A hack of U.S. telecommunications firms by Chinese government-linked actors has raised serious national security concerns in Washington. The infiltration targeted AT&T, Lumen, and Verizon, among others; it likely sought to uncover how U.S. agencies make use of the service providers for counterintelligence measures, such as wiretapping, against Chinese spying in the United States.

China denied any involvement in the hacking, but Washington has repeatedly issued warnings to Beijing about the activities of the group blamed for the attack, Volt Typhoon. The group was first identified by Microsoft’s China team in May 2023. (Staff on large technology companies’ country-specific security teams tend to have previous experience in Western intelligence agencies.)

The U.S. warnings have done nothing to dissuade Chinese state-sponsored hackers—and it sometimes seems as if such cyber-contestation is asymmetric. There is regular news in the United States about serious hacks by China—including a notorious 2015 breach that exposed the data of millions of U.S. government employees.

In fact, the failure of China to stick to the 2015 cybersecurity agreement signed with the Obama administration—despite initial hopes—is an underrated factor in the sharp degeneration of U.S.-China relations in recent years. The U.S. Justice Department has indicted multiple members of Chinese hacking groups, while the FBI and tech security teams have unearthed major botnets.

Yet the United States has a powerful and sophisticated offensive cybercapability overseen by the military, the National Security Agency, and other groups. The gulf in media coverage when it comes to U.S.-China cyberconflict may not reflect reality: China has rarely publicly reported on U.S. hacking attempts in the past.

Reports on major U.S. government-linked operations that target China (such as Project Sauron or the Equation Group) often came from the Russian cybersecurity firm Kaspersky, itself allegedly linked to Moscow’s Federal Security Service.

However, that has changed somewhat since the COVID-19 pandemic, with China making more frequent accusations of U.S. cyberattacks through the National Computer Virus Emergency Response Center, along with private firms. Yet Beijing still only publicly discusses minor intrusions, in part because of a culture of opaqueness—especially when it comes to official failures.

China’s leadership wants to portray the country as a victim of U.S. aggression, but it is also reluctant to admit that the aggression may have been successful. Beijing’s reports on U.S. cyberactivity also tend toward the politically melodramatic, linking what they say are CIA-sponsored efforts to so-called color revolutions. They have also often focused on attacking U.S. claims.

All of this reflects a broader problem within Chinese intelligence: the absence of independent analysis. As Peter Mattis and Matthew Brazil note in their book on Chinese Communist Party espionage, “foreign targets are viewed in the worst possible light,” and Chinese intelligence services “have internalized that perspective and indeed may be the chief instrument through which Mao Zedong’s paranoia is reinforced.”

There is also a recurring problem with both Chinese and U.S. intelligence gained from hacks: The sheer volume of data in some cases makes processing it more difficult than acquiring it.

Moreover, language presents a challenge. Internal security concerns in both countries hamper the ability to recruit English- and Chinese-speaking staff, respectively. The U.S. clearance process discriminates against Asian Americans, while the Chinese military is wary of contact with foreigners.

A lot of Chinese hacking efforts have routine state-directed goals, such as technological theft, monitoring geopolitical opponents, or—most worryingly—threatening infrastructure. But Beijing is also unusually focused on monitoring the Chinese diaspora, which it sees as a chief threat to political security at home (especially members of ethnic minority groups).

That is where hacking crosses over most with China’s everyday influence efforts, such as those revealed by recent investigations into some New York political figures—who are accused of disrupting recognition of Taiwanese events, disparaging dissidents, and avoiding meetings with figures such as the Dalai Lama.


— EXERCISE DIRECTIONS —
As you print the data below, keep every line exactly as it is and leave the images behind.

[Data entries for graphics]
***
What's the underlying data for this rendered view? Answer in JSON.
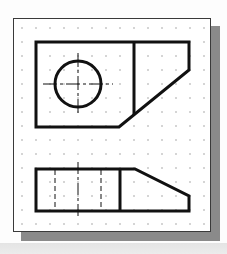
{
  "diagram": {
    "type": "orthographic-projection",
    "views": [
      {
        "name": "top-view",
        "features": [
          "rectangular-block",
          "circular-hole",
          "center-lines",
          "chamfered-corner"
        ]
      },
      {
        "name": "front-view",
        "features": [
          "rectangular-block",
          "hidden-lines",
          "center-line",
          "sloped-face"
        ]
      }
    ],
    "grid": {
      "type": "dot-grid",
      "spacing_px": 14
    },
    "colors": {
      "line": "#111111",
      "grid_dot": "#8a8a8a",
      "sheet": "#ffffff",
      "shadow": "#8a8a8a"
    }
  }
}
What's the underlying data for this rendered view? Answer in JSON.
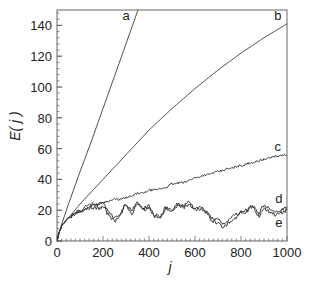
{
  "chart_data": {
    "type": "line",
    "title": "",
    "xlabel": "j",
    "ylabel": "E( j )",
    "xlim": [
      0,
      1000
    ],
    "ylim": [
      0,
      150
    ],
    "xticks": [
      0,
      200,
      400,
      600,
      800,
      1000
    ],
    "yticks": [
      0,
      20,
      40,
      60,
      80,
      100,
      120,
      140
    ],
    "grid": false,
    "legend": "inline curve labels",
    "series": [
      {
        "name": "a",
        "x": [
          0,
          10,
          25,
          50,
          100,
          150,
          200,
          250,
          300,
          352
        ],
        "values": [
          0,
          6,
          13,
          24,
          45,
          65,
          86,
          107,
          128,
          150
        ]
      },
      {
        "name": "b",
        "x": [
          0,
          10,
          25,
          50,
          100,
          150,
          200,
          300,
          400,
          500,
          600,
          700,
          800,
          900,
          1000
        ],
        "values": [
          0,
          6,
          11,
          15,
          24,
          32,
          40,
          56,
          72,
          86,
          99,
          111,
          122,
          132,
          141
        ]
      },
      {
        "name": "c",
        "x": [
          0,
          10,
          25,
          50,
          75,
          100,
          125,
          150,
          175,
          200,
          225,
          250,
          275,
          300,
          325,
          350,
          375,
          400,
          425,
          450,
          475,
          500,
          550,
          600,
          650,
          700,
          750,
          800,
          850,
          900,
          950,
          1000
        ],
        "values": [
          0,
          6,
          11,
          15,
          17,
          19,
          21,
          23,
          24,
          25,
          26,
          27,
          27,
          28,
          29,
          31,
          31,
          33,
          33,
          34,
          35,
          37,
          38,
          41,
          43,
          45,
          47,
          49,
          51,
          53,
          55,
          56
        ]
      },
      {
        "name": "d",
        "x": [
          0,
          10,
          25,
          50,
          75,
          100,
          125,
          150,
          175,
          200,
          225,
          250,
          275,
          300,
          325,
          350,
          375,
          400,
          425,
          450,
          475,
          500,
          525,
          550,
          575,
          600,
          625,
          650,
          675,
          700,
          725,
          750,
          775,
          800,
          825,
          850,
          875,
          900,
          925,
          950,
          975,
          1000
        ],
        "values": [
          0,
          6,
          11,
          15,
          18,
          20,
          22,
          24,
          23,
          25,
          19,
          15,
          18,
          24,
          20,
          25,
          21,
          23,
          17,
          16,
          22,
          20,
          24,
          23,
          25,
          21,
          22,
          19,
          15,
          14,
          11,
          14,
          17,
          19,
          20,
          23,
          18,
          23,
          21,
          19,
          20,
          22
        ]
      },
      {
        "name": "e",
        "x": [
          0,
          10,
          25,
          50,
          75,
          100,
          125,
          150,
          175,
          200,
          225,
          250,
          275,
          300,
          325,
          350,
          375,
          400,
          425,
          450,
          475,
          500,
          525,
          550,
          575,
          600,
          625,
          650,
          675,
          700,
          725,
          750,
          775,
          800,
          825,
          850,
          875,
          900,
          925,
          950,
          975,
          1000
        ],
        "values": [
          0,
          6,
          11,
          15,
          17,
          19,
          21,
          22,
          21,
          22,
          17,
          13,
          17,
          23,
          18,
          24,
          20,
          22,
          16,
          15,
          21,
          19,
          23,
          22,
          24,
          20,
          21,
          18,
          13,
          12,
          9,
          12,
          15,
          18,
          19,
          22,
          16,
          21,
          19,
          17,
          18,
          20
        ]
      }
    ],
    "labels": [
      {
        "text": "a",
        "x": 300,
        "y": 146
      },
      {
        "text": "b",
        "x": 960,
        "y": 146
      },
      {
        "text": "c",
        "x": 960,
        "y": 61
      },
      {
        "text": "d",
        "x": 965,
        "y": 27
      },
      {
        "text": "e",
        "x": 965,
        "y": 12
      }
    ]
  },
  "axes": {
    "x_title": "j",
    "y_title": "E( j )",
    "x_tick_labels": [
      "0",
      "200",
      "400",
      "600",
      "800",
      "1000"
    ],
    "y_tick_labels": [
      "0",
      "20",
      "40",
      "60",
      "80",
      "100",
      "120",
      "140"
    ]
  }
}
***
— PROBLEM SOLUTION —
What's the underlying data for this rendered view? Answer in JSON.
{
  "diagram": {
    "type": "orthographic-projection",
    "views": [
      {
        "name": "top-view",
        "features": [
          "rectangular-block",
          "circular-hole",
          "center-lines",
          "chamfered-corner"
        ]
      },
      {
        "name": "front-view",
        "features": [
          "rectangular-block",
          "hidden-lines",
          "center-line",
          "sloped-face"
        ]
      }
    ],
    "grid": {
      "type": "dot-grid",
      "spacing_px": 14
    },
    "colors": {
      "line": "#111111",
      "grid_dot": "#8a8a8a",
      "sheet": "#ffffff",
      "shadow": "#8a8a8a"
    }
  }
}
What's the underlying data for this rendered view? Answer in JSON.
{
  "chart_data": {
    "type": "line",
    "title": "",
    "xlabel": "j",
    "ylabel": "E( j )",
    "xlim": [
      0,
      1000
    ],
    "ylim": [
      0,
      150
    ],
    "xticks": [
      0,
      200,
      400,
      600,
      800,
      1000
    ],
    "yticks": [
      0,
      20,
      40,
      60,
      80,
      100,
      120,
      140
    ],
    "grid": false,
    "legend": "inline curve labels",
    "series": [
      {
        "name": "a",
        "x": [
          0,
          10,
          25,
          50,
          100,
          150,
          200,
          250,
          300,
          352
        ],
        "values": [
          0,
          6,
          13,
          24,
          45,
          65,
          86,
          107,
          128,
          150
        ]
      },
      {
        "name": "b",
        "x": [
          0,
          10,
          25,
          50,
          100,
          150,
          200,
          300,
          400,
          500,
          600,
          700,
          800,
          900,
          1000
        ],
        "values": [
          0,
          6,
          11,
          15,
          24,
          32,
          40,
          56,
          72,
          86,
          99,
          111,
          122,
          132,
          141
        ]
      },
      {
        "name": "c",
        "x": [
          0,
          10,
          25,
          50,
          75,
          100,
          125,
          150,
          175,
          200,
          225,
          250,
          275,
          300,
          325,
          350,
          375,
          400,
          425,
          450,
          475,
          500,
          550,
          600,
          650,
          700,
          750,
          800,
          850,
          900,
          950,
          1000
        ],
        "values": [
          0,
          6,
          11,
          15,
          17,
          19,
          21,
          23,
          24,
          25,
          26,
          27,
          27,
          28,
          29,
          31,
          31,
          33,
          33,
          34,
          35,
          37,
          38,
          41,
          43,
          45,
          47,
          49,
          51,
          53,
          55,
          56
        ]
      },
      {
        "name": "d",
        "x": [
          0,
          10,
          25,
          50,
          75,
          100,
          125,
          150,
          175,
          200,
          225,
          250,
          275,
          300,
          325,
          350,
          375,
          400,
          425,
          450,
          475,
          500,
          525,
          550,
          575,
          600,
          625,
          650,
          675,
          700,
          725,
          750,
          775,
          800,
          825,
          850,
          875,
          900,
          925,
          950,
          975,
          1000
        ],
        "values": [
          0,
          6,
          11,
          15,
          18,
          20,
          22,
          24,
          23,
          25,
          19,
          15,
          18,
          24,
          20,
          25,
          21,
          23,
          17,
          16,
          22,
          20,
          24,
          23,
          25,
          21,
          22,
          19,
          15,
          14,
          11,
          14,
          17,
          19,
          20,
          23,
          18,
          23,
          21,
          19,
          20,
          22
        ]
      },
      {
        "name": "e",
        "x": [
          0,
          10,
          25,
          50,
          75,
          100,
          125,
          150,
          175,
          200,
          225,
          250,
          275,
          300,
          325,
          350,
          375,
          400,
          425,
          450,
          475,
          500,
          525,
          550,
          575,
          600,
          625,
          650,
          675,
          700,
          725,
          750,
          775,
          800,
          825,
          850,
          875,
          900,
          925,
          950,
          975,
          1000
        ],
        "values": [
          0,
          6,
          11,
          15,
          17,
          19,
          21,
          22,
          21,
          22,
          17,
          13,
          17,
          23,
          18,
          24,
          20,
          22,
          16,
          15,
          21,
          19,
          23,
          22,
          24,
          20,
          21,
          18,
          13,
          12,
          9,
          12,
          15,
          18,
          19,
          22,
          16,
          21,
          19,
          17,
          18,
          20
        ]
      }
    ],
    "labels": [
      {
        "text": "a",
        "x": 300,
        "y": 146
      },
      {
        "text": "b",
        "x": 960,
        "y": 146
      },
      {
        "text": "c",
        "x": 960,
        "y": 61
      },
      {
        "text": "d",
        "x": 965,
        "y": 27
      },
      {
        "text": "e",
        "x": 965,
        "y": 12
      }
    ]
  },
  "axes": {
    "x_title": "j",
    "y_title": "E( j )",
    "x_tick_labels": [
      "0",
      "200",
      "400",
      "600",
      "800",
      "1000"
    ],
    "y_tick_labels": [
      "0",
      "20",
      "40",
      "60",
      "80",
      "100",
      "120",
      "140"
    ]
  }
}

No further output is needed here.